You definitely won’t lose it in a parking lot, either. The Super Snake R is substantially wider than a standard Mustang, almost every panel ahead of the firewall is either carbon fiber or aluminum, and you get a function splitter and wing combination, along with a sizeable rear diffuser. Sure, it’s not a GTD, but it’s a pretty comprehensive upgrade package. The only big hang-up? Pricing. The 2026 Shelby American Super Snake R starts at $224,995, more than a 1,250-horsepower Chevrolet Corvette ZR1X. The result is a tough sell, although one that’s sure to make a handful of diehard Shelby fans happy.
What I’m Listening To While Writing TMD
This morning, I’m digging into nostalgia. It’s “All That I’ve Got” by The Used.
The Big Question:
Ever rode a mechanical bull? If not, what’s the closest car to the experience?
Top graphic image: Buick
The Envista is certainly a looker. Regarding sales numbers, I would expect those would rise since they moved downmarket. If not that’s a bad combo!
Cliched though it is, I do have serious concerns about the reliability of that boosted I3 with the wet belt.
I rode a mechanical bull once at a work event (in Texas, of course) and those things are an irresistible force. When they move you either move with them or you get thrown off. I darn near fell off immediately, then bailed after a few seconds because I was death gripping the handle so hard my nails drew blood. One shoulder surgery was more than enough, thank you very much. 🙂
Can’t say I’ve ever had a comparable experience in a car. The closest is probably getting bucked off my mountain bike after coming up short on a double.

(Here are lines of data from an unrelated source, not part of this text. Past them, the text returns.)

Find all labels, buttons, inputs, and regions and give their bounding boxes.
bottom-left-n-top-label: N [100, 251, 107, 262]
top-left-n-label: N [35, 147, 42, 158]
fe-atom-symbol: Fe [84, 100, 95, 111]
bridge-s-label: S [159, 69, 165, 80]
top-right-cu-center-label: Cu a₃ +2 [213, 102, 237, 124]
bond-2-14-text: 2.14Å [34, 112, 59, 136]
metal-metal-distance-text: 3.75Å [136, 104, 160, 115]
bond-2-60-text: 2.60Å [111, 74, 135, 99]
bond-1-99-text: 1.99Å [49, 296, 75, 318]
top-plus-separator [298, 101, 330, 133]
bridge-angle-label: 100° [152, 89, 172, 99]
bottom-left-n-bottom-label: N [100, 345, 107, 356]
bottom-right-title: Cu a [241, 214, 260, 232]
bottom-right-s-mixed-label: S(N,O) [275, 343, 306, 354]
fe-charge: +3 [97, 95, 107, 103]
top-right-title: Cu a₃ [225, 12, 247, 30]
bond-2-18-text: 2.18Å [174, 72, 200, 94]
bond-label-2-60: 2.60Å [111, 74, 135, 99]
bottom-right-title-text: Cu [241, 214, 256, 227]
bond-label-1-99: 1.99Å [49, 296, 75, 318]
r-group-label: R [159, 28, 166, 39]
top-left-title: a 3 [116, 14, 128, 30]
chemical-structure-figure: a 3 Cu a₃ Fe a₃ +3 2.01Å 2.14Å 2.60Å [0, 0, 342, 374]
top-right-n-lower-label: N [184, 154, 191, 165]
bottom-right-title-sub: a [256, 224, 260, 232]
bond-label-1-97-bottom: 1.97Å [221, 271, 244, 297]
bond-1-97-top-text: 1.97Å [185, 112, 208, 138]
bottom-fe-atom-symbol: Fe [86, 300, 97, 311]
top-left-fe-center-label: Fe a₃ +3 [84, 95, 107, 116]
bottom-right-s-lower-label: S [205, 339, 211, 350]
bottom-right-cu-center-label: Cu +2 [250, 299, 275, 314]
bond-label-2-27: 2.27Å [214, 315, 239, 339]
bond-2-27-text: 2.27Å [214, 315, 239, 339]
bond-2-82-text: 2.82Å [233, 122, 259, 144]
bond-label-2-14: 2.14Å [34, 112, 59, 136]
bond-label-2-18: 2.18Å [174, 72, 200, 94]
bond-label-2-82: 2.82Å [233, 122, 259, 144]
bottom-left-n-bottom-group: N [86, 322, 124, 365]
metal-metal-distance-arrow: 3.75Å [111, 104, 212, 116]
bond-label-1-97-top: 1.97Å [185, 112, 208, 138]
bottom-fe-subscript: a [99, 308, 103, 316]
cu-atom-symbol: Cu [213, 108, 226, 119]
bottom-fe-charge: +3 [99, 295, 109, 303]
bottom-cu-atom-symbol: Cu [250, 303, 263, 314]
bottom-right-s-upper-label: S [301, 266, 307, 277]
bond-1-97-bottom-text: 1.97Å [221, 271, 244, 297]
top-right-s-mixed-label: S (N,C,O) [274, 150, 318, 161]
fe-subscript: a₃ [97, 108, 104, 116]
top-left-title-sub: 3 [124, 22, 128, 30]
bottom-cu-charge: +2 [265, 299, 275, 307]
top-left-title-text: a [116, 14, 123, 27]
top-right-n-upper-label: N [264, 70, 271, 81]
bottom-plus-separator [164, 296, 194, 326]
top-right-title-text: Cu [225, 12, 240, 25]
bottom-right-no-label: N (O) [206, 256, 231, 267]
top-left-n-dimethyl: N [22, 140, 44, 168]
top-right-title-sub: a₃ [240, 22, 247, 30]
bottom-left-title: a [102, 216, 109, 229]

I’m rooting for Buick. I like the Envista quite a lot, but the drivetrain not so much. If my Civic Hybrid Hatchback drivetrain was in one it would be sweet. In the short term, Buick should have had a GNX trim package yesterday. Yes just a cosmetic thing, but any attention is good attention. Now get off my lawn.
Closest I’ve come to a mechanical bull ride in a car?
Driver’s side front ball joint “rapid disassembly” at 78mph in my 09 Accord. The smooth sounds of 5:30AM NPR were interrupted by the tremendous BANG and subsequent SCKHHHRRRRR of the LCA and subframe meeting the pavement. Made one hell of a spark roostertail, like F1 at the end of a straight.
0/10 would not recommend.
That happened to my grandma a few years back in her Grand Marquis, at about the same speed. She’s 85, morbidly obese, and the slowest moving person I’ve ever met. But she had lightning quick reflexes that day, steering the car neatly into a turning lane and stopping like it was nothing.